Manitoba Métis, Hydro reaffirm partnership with new 50-year, $120M deal
Revitalization Agreement signed years after province cancelled two arrangements between parties
A new multimillion-dollar agreement spanning half a century has been reached between the Manitoba Métis Federation and Manitoba Hydro.
"It's a really solid agreement," MMF president David Chartrand told CBC on Thursday.
"It's years in the making, and it puts us in a pathway to knowing where each of us would be standing as we move forward together."

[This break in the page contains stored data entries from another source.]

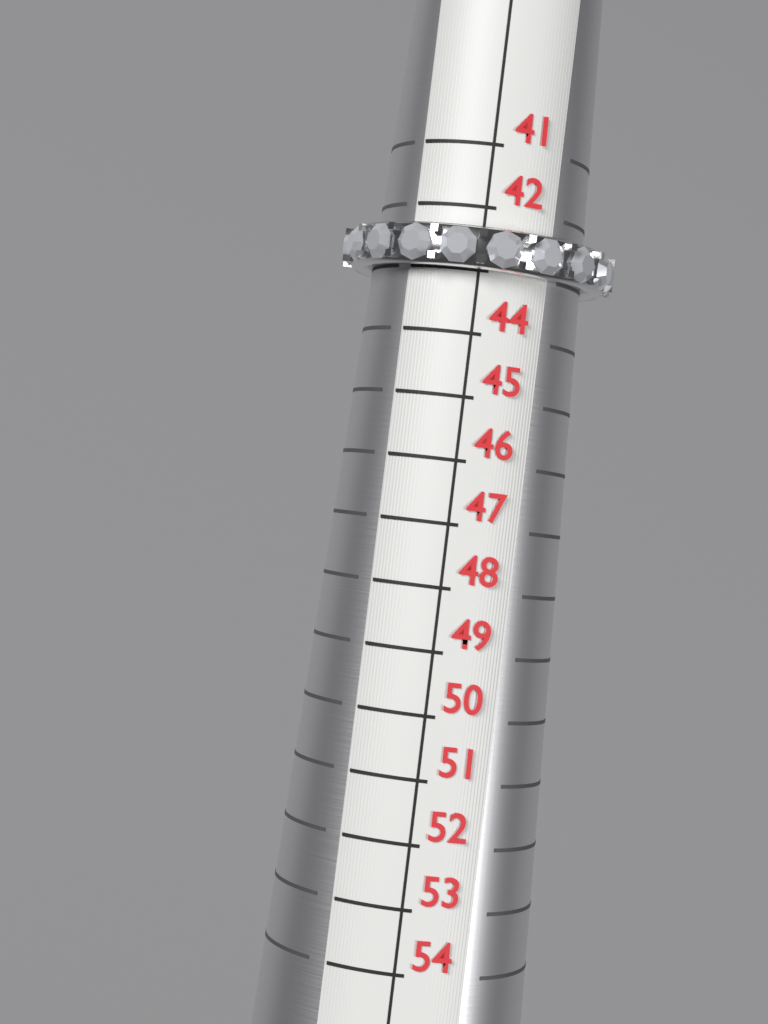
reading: 43 (no unit)
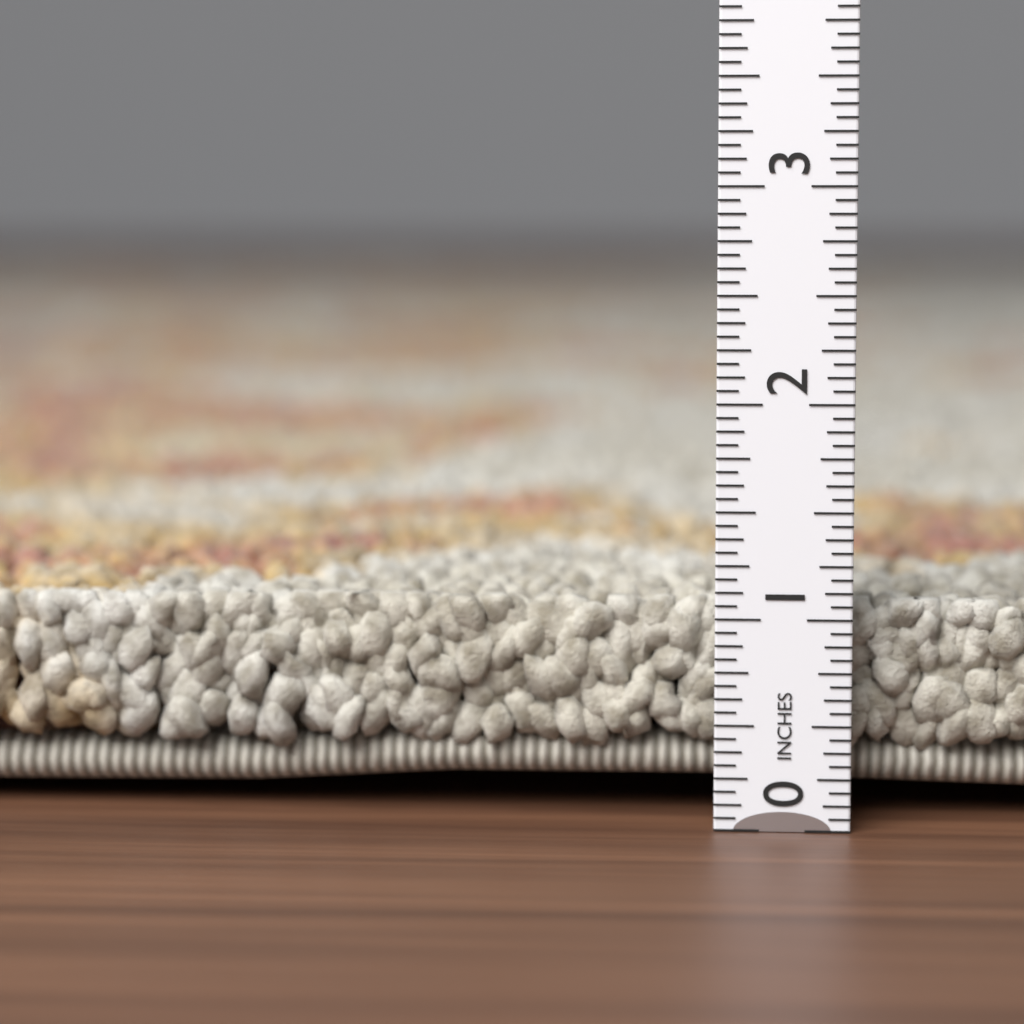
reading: 1.0625 in
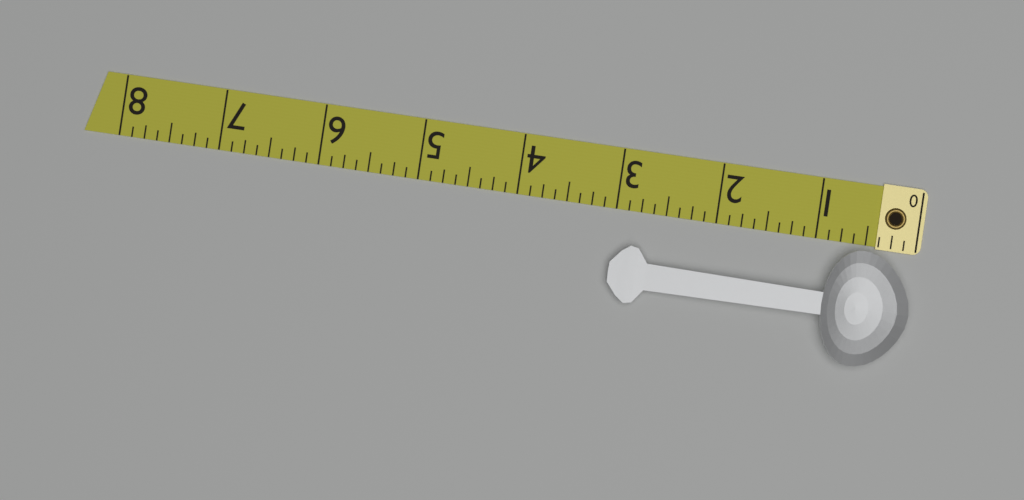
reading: 3.000 (no unit)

On Tuesday, Hydro and the federation signed a "revitalization agreement" — an arrangement meant to address the effects hydroelectric developments have had on Métis and Indigenous people throughout the province, said Bruce Owen, a spokesperson for Manitoba Hydro.
The agreement also lays out how the Crown corporation and Métis Federation can work together on future Hydro projects in the interest of both parties, Owen said in a Thursday interview.
The deal covers a period of about 50 years, he said, and includes an initial payment of $40 million to establish a "revitalization fund." Annual payments over the 50-year period start at $3 million and decline to $1.1 million.
Chartrand said the deal totals $120 million over the 50 years.
"Hydroelectric development … has affected not only Métis but Indigenous hunting rights, cultural harvesting of medicinal herbs or plants, for instance, and also culturally important areas to both Métis and Indigenous peoples," Owen said.
"This agreement is just part of a way of recognizing that."
The new deal comes years after the province cancelled two previous arrangements between the government, Manitoba Hydro and the MMF.
In 2018, the Progressive Conservative government under then premier Brian Pallister quashed the "Turning the Page" agreement (Kwaysh-kin-na-mihk Ia paazh in Michif, the Métis language).
That agreement was signed in 2014 and included $20 million in payments to the Métis Federation over 20 years in exchange for support of Manitoba Hydro projects, like the Bipole III transmission line and the Keeyask hydroelectric generating station.
Pallister also cancelled a $67.5-million arrangement earlier that same year, saying it was "persuasion money" and that the province shouldn't pay the MMF in exchange for its silence. He also said the arrangement wasn't legally binding.
That prompted the federation to launch a lawsuit against the province, arguing the decision to cancel the payment was unconstitutional, and violated the contract and Indigenous rights.
But the MMF eventually lost that battle after a Court of Queen's Bench Justice ruled the province was within its rights to cancel the payment.
For Chartrand, this new deal is a "win-win" for Manitoba.
"There's no more court cases, there's no more opposition," including from the premier, he said Thursday.
When she replaced Pallister as premier in 2021, Heather Stefanson said one of her top priorities was repairing the province's relationship with Indigenous peoples.
"I don't even want to mention the guy's name anymore," Chartrand said Thursday. "We know what he did to us, and we know he did it for the wrong reasons."
Owen said after that arrangement was cancelled, Hydro and the Manitoba Métis Federation continued their relationship.
"In a way, we never stopped talking," he said. "I think the ability for both sides to work together to come up with this new agreement … reflects that."